What are you reading?
From a young age I have been soothed by reading, so it's natural in this time of isolation that I have been hitting the books. Some have been deep and meaningful, while others have been quick, fun reads, and of course a daily dose of news. Though I've been more cautious with my newspaper reading after this warning from Loretta LaRoche "By reading the news in the morning you start your day by catastrophising and awfulising". Apparently real terms developed by Albert Ellis, founder of Rational Emotional Therapy.
Dr. Edith Eger's book The Choice has been instructional for these COVID times. She is an eminent psychologist and holocaust survivor who uses examples from her life and those of her clients to illustrate the choice we have over the outcome of our life:
"Our automatic responses are to fight or to flee - but in Aushwitz, where we endured more than stress, where we lived in DISstress, the stakes life and death, never knowing what would happen next, the options to fight or flee did not exist. I would have been shot if I'd fought back, electrocuted if I tried to run away. So I learned to flow, I learned to stay in the situation, to develop the only thing that I had left, to look within for the part of me that no Nazi could ever murder. To find and hold onto my truest self."
"Our painful experiences aren't a liability - they're a gift. They give us perspective and meaning, an opportunity to find our unique purpose and strength."
Reading is the most brilliant way to expand your horizons. You don’t even have to leave your bed. It allows you to find other people who feel exactly the way you do and those who are absolutely opposite to you. Reading will open your thinking, help you consider myriad points of view. You can explore other territories and spiritual mysteries. It's a way to receive the collective wisdom of our shared experience.
But if you're looking for the immersive distraction of video that can increase calm and wellbeing then we can help at Mindsettle.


Once the pictures have been removed, repeat the remainder of the records exactly.

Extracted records
-- Opening Marker --

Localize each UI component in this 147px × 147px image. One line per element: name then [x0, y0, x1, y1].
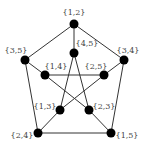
node-label-35: {3,5}	[5, 46, 28, 55]
node-25	[100, 71, 109, 80]
node-label-34: {3,4}	[117, 46, 140, 55]
edges-layer	[25, 24, 124, 133]
node-35	[21, 56, 30, 65]
node-14	[41, 71, 50, 80]
node-34	[120, 56, 129, 65]
edge-12-35	[25, 24, 74, 60]
node-24	[34, 129, 43, 138]
node-12	[70, 20, 79, 29]
node-label-25: {2,5}	[85, 62, 108, 71]
node-label-45: {4,5}	[76, 39, 99, 48]
edge-23-15	[89, 110, 111, 133]
node-45	[70, 49, 79, 58]
node-label-13: {1,3}	[34, 102, 57, 111]
node-label-23: {2,3}	[93, 102, 116, 111]
node-label-12: {1,2}	[63, 8, 86, 17]
node-label-15: {1,5}	[116, 131, 139, 140]
node-13	[56, 106, 65, 115]
edge-35-24	[25, 60, 38, 133]
node-label-24: {2,4}	[11, 131, 34, 140]
edge-34-15	[111, 60, 124, 133]
edge-13-24	[38, 110, 60, 133]
node-15	[107, 129, 116, 138]
node-label-14: {1,4}	[45, 62, 68, 71]
petersen-graph: {1,2}{3,5}{3,4}{4,5}{1,4}{2,5}{1,3}{2,3}…	[0, 0, 147, 147]
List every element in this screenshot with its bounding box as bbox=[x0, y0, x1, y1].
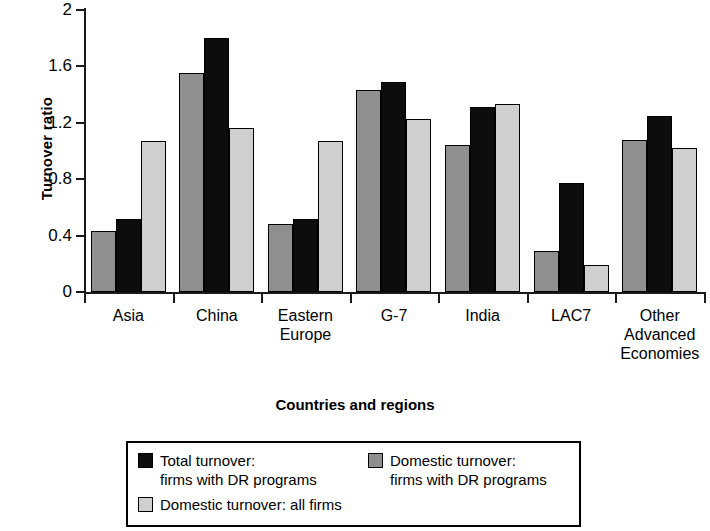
x-axis-tick bbox=[704, 294, 706, 303]
bar bbox=[268, 224, 293, 292]
bar bbox=[179, 73, 204, 292]
y-axis-tick bbox=[76, 235, 84, 237]
bar bbox=[559, 183, 584, 292]
bar bbox=[495, 104, 520, 292]
bar bbox=[584, 265, 609, 292]
bar bbox=[406, 119, 431, 292]
bar-group bbox=[261, 10, 350, 292]
bar-group bbox=[615, 10, 704, 292]
bar-group bbox=[527, 10, 616, 292]
x-axis-title: Countries and regions bbox=[0, 396, 710, 413]
y-axis-tick bbox=[76, 178, 84, 180]
bar bbox=[293, 219, 318, 292]
legend-swatch-light-gray bbox=[138, 497, 153, 512]
bar bbox=[356, 90, 381, 292]
bar bbox=[445, 145, 470, 292]
legend-label: Total turnover: firms with DR programs bbox=[160, 451, 317, 489]
legend-item-domestic-turnover-dr: Domestic turnover: firms with DR program… bbox=[368, 451, 547, 489]
y-axis-tick bbox=[76, 9, 84, 11]
x-axis-line bbox=[84, 292, 706, 294]
bar-group bbox=[84, 10, 173, 292]
bar bbox=[91, 231, 116, 292]
chart-legend: Total turnover: firms with DR programs D… bbox=[126, 441, 581, 527]
x-axis-tick bbox=[527, 294, 529, 303]
legend-label: Domestic turnover: firms with DR program… bbox=[390, 451, 547, 489]
x-axis-tick bbox=[615, 294, 617, 303]
x-axis-tick bbox=[261, 294, 263, 303]
y-axis-tick bbox=[76, 65, 84, 67]
bar bbox=[318, 141, 343, 292]
bar-group bbox=[350, 10, 439, 292]
bar bbox=[381, 82, 406, 292]
y-axis-tick-label: 2 bbox=[20, 1, 72, 18]
legend-label: Domestic turnover: all firms bbox=[160, 495, 342, 514]
bar bbox=[470, 107, 495, 292]
y-axis-tick-label: 1.6 bbox=[20, 57, 72, 74]
y-axis-tick bbox=[76, 122, 84, 124]
plot-area bbox=[84, 10, 704, 292]
y-axis-tick-label: 0.8 bbox=[20, 170, 72, 187]
bar bbox=[204, 38, 229, 292]
y-axis-tick-label: 0 bbox=[20, 283, 72, 300]
bar bbox=[141, 141, 166, 292]
x-axis-tick bbox=[173, 294, 175, 303]
bar-group bbox=[173, 10, 262, 292]
bar bbox=[672, 148, 697, 292]
bar bbox=[647, 116, 672, 292]
x-axis-category-label: OtherAdvancedEconomies bbox=[603, 306, 710, 363]
x-axis-tick bbox=[350, 294, 352, 303]
legend-item-domestic-turnover-all: Domestic turnover: all firms bbox=[138, 495, 342, 514]
y-axis-tick-label: 0.4 bbox=[20, 227, 72, 244]
y-axis-tick-label: 1.2 bbox=[20, 114, 72, 131]
x-axis-tick bbox=[84, 294, 86, 303]
bar bbox=[116, 219, 141, 292]
bar bbox=[229, 128, 254, 292]
legend-swatch-dark-gray bbox=[368, 453, 383, 468]
bar bbox=[622, 140, 647, 292]
bar-group bbox=[438, 10, 527, 292]
bar-chart-figure: Turnover ratio 21.61.20.80.40 AsiaChinaE… bbox=[0, 0, 710, 531]
legend-item-total-turnover-dr: Total turnover: firms with DR programs bbox=[138, 451, 317, 489]
y-axis-tick bbox=[76, 291, 84, 293]
legend-swatch-black bbox=[138, 453, 153, 468]
bar bbox=[534, 251, 559, 292]
x-axis-tick bbox=[438, 294, 440, 303]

-- Closing Marker --

Exercise solution -
Localize each UI component in this 147px × 147px image. One line per element: name then [x0, y0, x1, y1].
node-label-35: {3,5}	[5, 46, 28, 55]
node-25	[100, 71, 109, 80]
node-label-34: {3,4}	[117, 46, 140, 55]
edges-layer	[25, 24, 124, 133]
node-35	[21, 56, 30, 65]
node-14	[41, 71, 50, 80]
node-34	[120, 56, 129, 65]
edge-12-35	[25, 24, 74, 60]
node-24	[34, 129, 43, 138]
node-12	[70, 20, 79, 29]
node-label-25: {2,5}	[85, 62, 108, 71]
node-label-45: {4,5}	[76, 39, 99, 48]
edge-23-15	[89, 110, 111, 133]
node-45	[70, 49, 79, 58]
node-label-13: {1,3}	[34, 102, 57, 111]
node-label-23: {2,3}	[93, 102, 116, 111]
node-label-12: {1,2}	[63, 8, 86, 17]
node-label-15: {1,5}	[116, 131, 139, 140]
node-13	[56, 106, 65, 115]
edge-35-24	[25, 60, 38, 133]
node-label-24: {2,4}	[11, 131, 34, 140]
edge-34-15	[111, 60, 124, 133]
edge-13-24	[38, 110, 60, 133]
node-15	[107, 129, 116, 138]
node-label-14: {1,4}	[45, 62, 68, 71]
petersen-graph: {1,2}{3,5}{3,4}{4,5}{1,4}{2,5}{1,3}{2,3}…	[0, 0, 147, 147]
List every element in this screenshot with its bounding box as bbox=[x0, y0, x1, y1].
x-axis-tick bbox=[704, 294, 706, 303]
bar bbox=[268, 224, 293, 292]
bar bbox=[179, 73, 204, 292]
y-axis-tick bbox=[76, 235, 84, 237]
bar bbox=[559, 183, 584, 292]
bar bbox=[495, 104, 520, 292]
bar bbox=[584, 265, 609, 292]
bar bbox=[406, 119, 431, 292]
bar-group bbox=[261, 10, 350, 292]
bar-group bbox=[615, 10, 704, 292]
bar-group bbox=[527, 10, 616, 292]
x-axis-title: Countries and regions bbox=[0, 396, 710, 413]
y-axis-tick bbox=[76, 178, 84, 180]
bar bbox=[293, 219, 318, 292]
legend-swatch-light-gray bbox=[138, 497, 153, 512]
bar bbox=[356, 90, 381, 292]
bar bbox=[445, 145, 470, 292]
legend-label: Total turnover: firms with DR programs bbox=[160, 451, 317, 489]
legend-item-domestic-turnover-dr: Domestic turnover: firms with DR program… bbox=[368, 451, 547, 489]
y-axis-tick bbox=[76, 9, 84, 11]
x-axis-line bbox=[84, 292, 706, 294]
bar-group bbox=[84, 10, 173, 292]
bar bbox=[91, 231, 116, 292]
chart-legend: Total turnover: firms with DR programs D… bbox=[126, 441, 581, 527]
x-axis-tick bbox=[527, 294, 529, 303]
legend-label: Domestic turnover: firms with DR program… bbox=[390, 451, 547, 489]
x-axis-tick bbox=[615, 294, 617, 303]
x-axis-tick bbox=[261, 294, 263, 303]
y-axis-tick bbox=[76, 65, 84, 67]
bar bbox=[318, 141, 343, 292]
bar-group bbox=[350, 10, 439, 292]
bar bbox=[381, 82, 406, 292]
y-axis-tick-label: 2 bbox=[20, 1, 72, 18]
legend-label: Domestic turnover: all firms bbox=[160, 495, 342, 514]
bar bbox=[470, 107, 495, 292]
y-axis-tick-label: 1.6 bbox=[20, 57, 72, 74]
y-axis-tick bbox=[76, 122, 84, 124]
plot-area bbox=[84, 10, 704, 292]
y-axis-tick-label: 0.8 bbox=[20, 170, 72, 187]
bar bbox=[204, 38, 229, 292]
y-axis-tick-label: 0 bbox=[20, 283, 72, 300]
bar bbox=[141, 141, 166, 292]
x-axis-tick bbox=[173, 294, 175, 303]
bar-group bbox=[173, 10, 262, 292]
bar bbox=[672, 148, 697, 292]
bar bbox=[647, 116, 672, 292]
x-axis-category-label: OtherAdvancedEconomies bbox=[603, 306, 710, 363]
x-axis-tick bbox=[350, 294, 352, 303]
legend-item-domestic-turnover-all: Domestic turnover: all firms bbox=[138, 495, 342, 514]
y-axis-tick-label: 0.4 bbox=[20, 227, 72, 244]
y-axis-tick-label: 1.2 bbox=[20, 114, 72, 131]
x-axis-tick bbox=[84, 294, 86, 303]
bar bbox=[116, 219, 141, 292]
bar bbox=[229, 128, 254, 292]
legend-swatch-dark-gray bbox=[368, 453, 383, 468]
bar bbox=[622, 140, 647, 292]
bar-group bbox=[438, 10, 527, 292]
bar-chart-figure: Turnover ratio 21.61.20.80.40 AsiaChinaE… bbox=[0, 0, 710, 531]
legend-item-total-turnover-dr: Total turnover: firms with DR programs bbox=[138, 451, 317, 489]
y-axis-tick bbox=[76, 291, 84, 293]
legend-swatch-black bbox=[138, 453, 153, 468]
bar bbox=[534, 251, 559, 292]
x-axis-tick bbox=[438, 294, 440, 303]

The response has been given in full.